Conclusion: Contextualized AI at the core of data (with rules)
With Cortex AI for Financial Services and a managed MCP Server, Snowflake aligns three core elements: governed data, useful AI, and interoperability within an ecosystem of growing agents. For an industry driven by decisions based on context — and subject to regulators — the logic is clear: bringing AI to the data and not the other way around. If the market supports it, 2026 could be the year when agents with real data move from promise to standard.
Frequently Asked Questions
What is Snowflake Cortex AI for Financial Services, and how does it differ from “generic” AI?
It’s a sector-specific suite that combines AI capabilities (Data Science Agent, Cortex AISQL, Snowflake Intelligence) with data from leading financial providers (FactSet, MSCI, Nasdaq eVestment®, CB Insights, and others) and proprietary data in Snowflake, all while respecting governance and compliance.
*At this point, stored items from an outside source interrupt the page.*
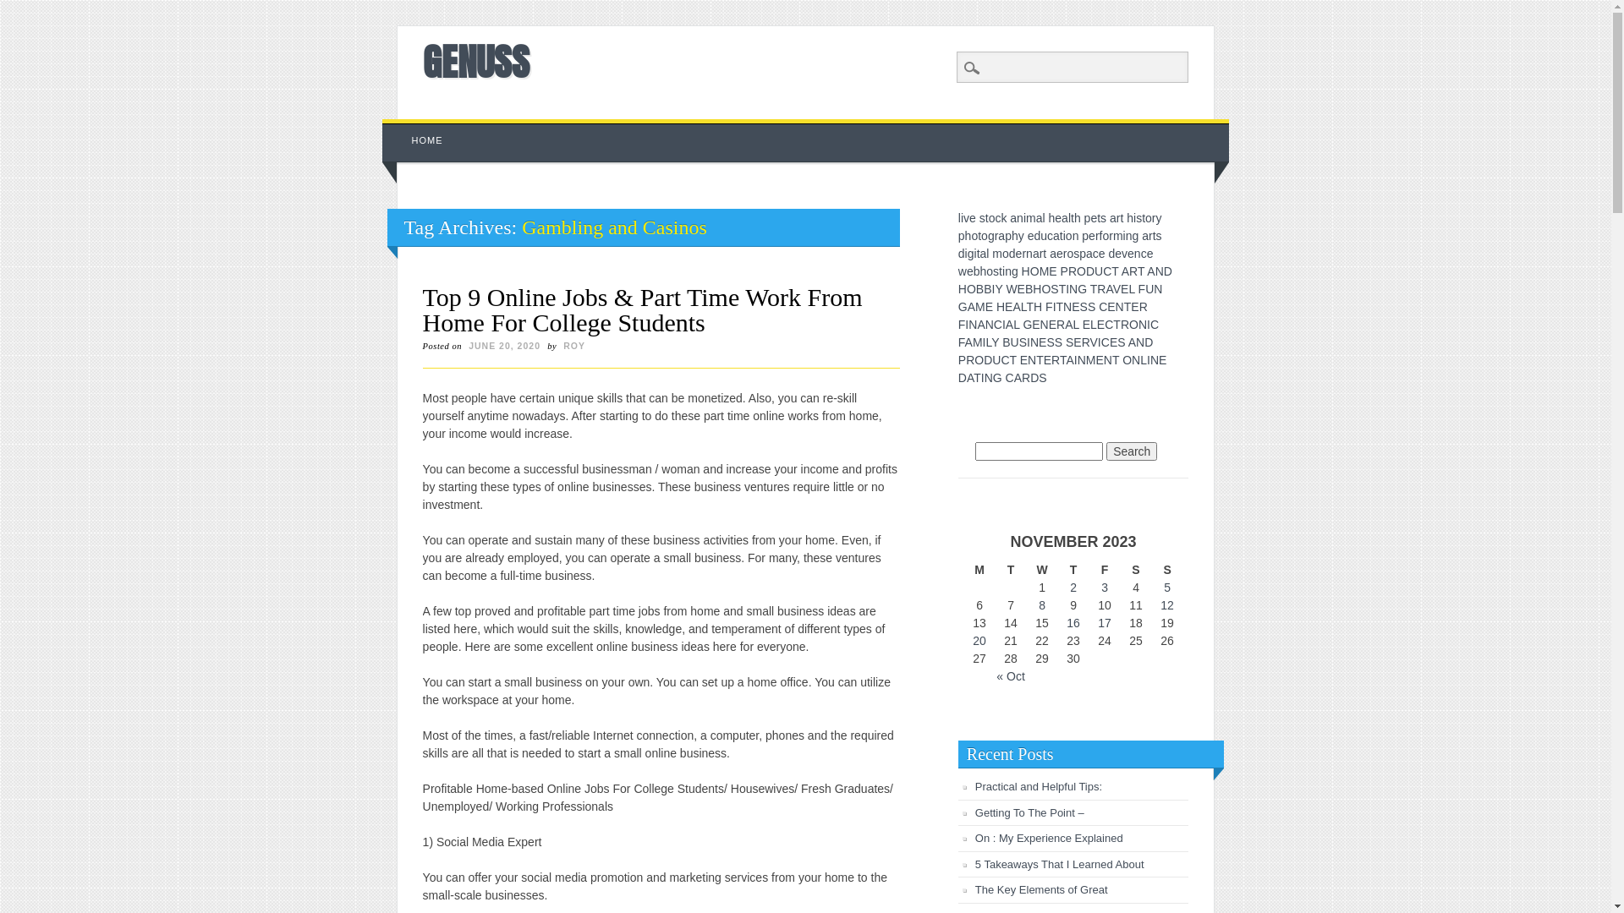 This screenshot has height=913, width=1624. I want to click on V, so click(1116, 289).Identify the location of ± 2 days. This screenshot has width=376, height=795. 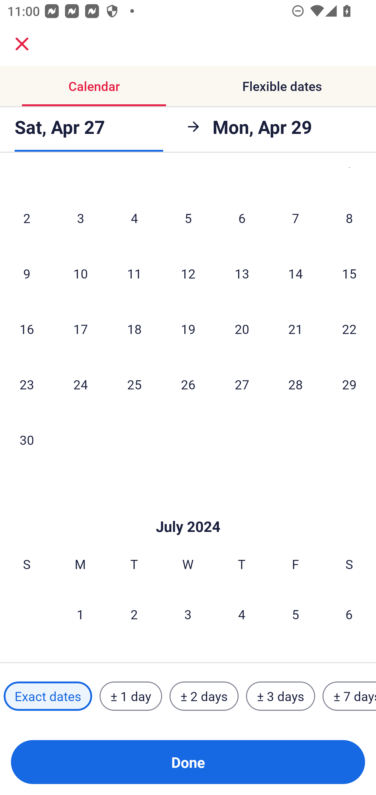
(205, 696).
What is the purpose of the managed Snowflake MCP Server?
It offers a standardized way for external agents (Anthropic, CrewAI, Cursor, Devin, Agentforce, UiPath, etc.) to discover and use governed data in Snowflake (own and third-party) without ad hoc integrations. It reduces integration time and risk.
What are the differences between Data Science Agent, Cortex AISQL, and Snowflake Intelligence?
- Data Science Agent automates data science tasks (cleaning, features, prototyping, validation).
- Cortex AISQL adds AI-powered extraction/transcription functions for documents, audio, and images (public preview).
- Snowflake Intelligence is the conversational interface enabling business users to ask questions in natural language about data in Snowflake and connected sources/apps (public preview).
Which external data providers are supported, and in what state?
For structured data (via Sharing of Semantic Views, GA coming soon): CB Insights, Cotality™, Deutsche Börse, MSCI, Nasdaq eVestment®. For unstructured data (via Cortex Knowledge Extensions, GA): CB Insights, FactSet, Investopedia, The Associated Press, The Washington Post.